Saturday, August 1, 2015

Korean Culture Camp

August 1

Every year for the last five years, Frances has gone to Korean Culture Camp. She spends five days with other Korean American children and a handful of white children doing art projects, eating Korean food, learning history and getting ready to perform in a dance or song in front of family. So, all this week I have been dropping her off and picking her up. Frances' report on each day comes in the creative one word format: "great", "fun", "awesome." I can and do beg for other details, but truthfully, the details are in the walks in and out through the crowds of other participants.

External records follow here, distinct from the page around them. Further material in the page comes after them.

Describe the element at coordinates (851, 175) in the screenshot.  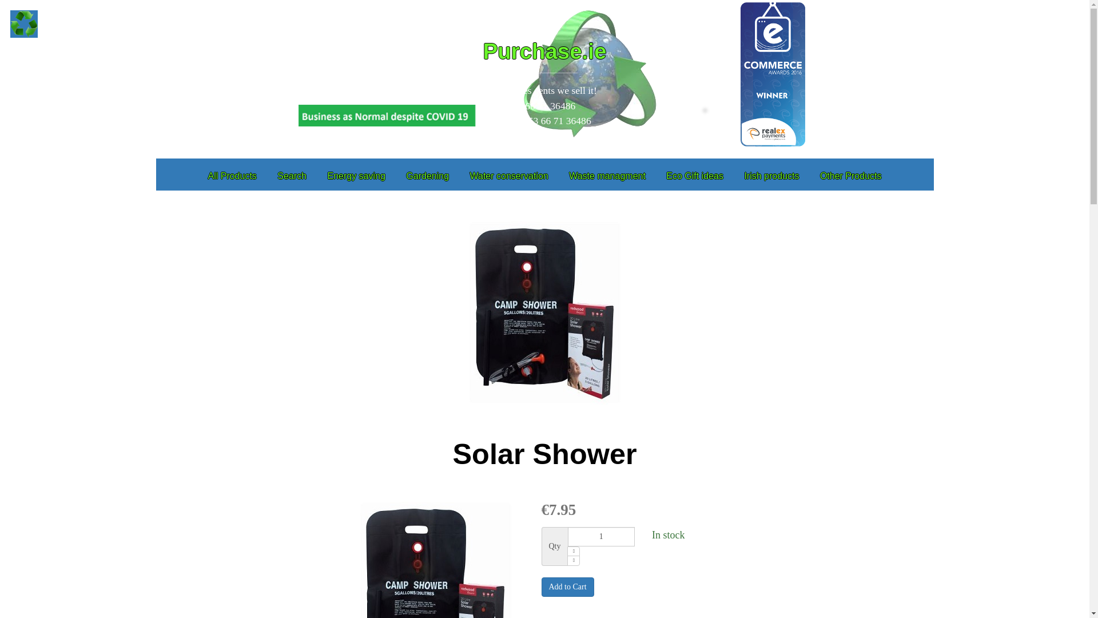
I see `Other Products` at that location.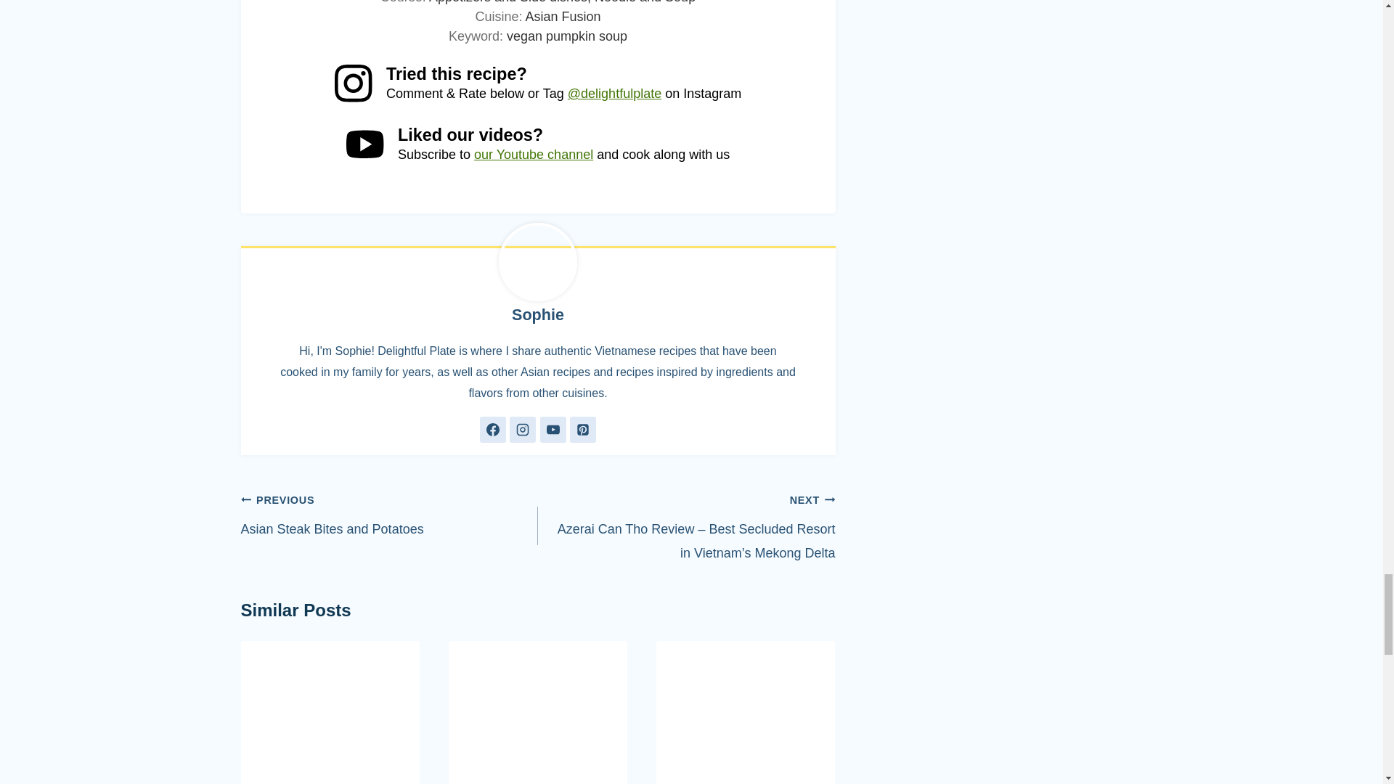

It is in Frances' obvious comfort level, in the hellos she says to kids she has known for the last few years from this camp alone; it is in the positive energy that is so contagious in the space.

The first year Frances attended this camp, Solana and my niece, Lucy, attended as well. One day as we were walking out, I asked the girls how camp was going and Lucy replied that it was a little strange because there were so few white kids in the camp. My response was, "Imagine, that is Frances' experience every day in our family." Obviously, she has grown up in it, so it is different. And, I really do not know how she sees herself. When she was four, and we'd lounge in her bed, she would comment on how we have the same color arms. We'd hold them up in the air and she'd say, "yep, see Mom." And she was right. And the whole thing seemed sad and like it had the potential to get so much more complicated.

But during this week, when I walk through camp, and I see hundreds of Korean Americans, children running, teenagers who have clearly known and been at camp together for years, parents, both white and Korean-American who look overjoyed to be there and then the few older Korean-American grandparents holding their grandchildren's hands, I get a little choked up.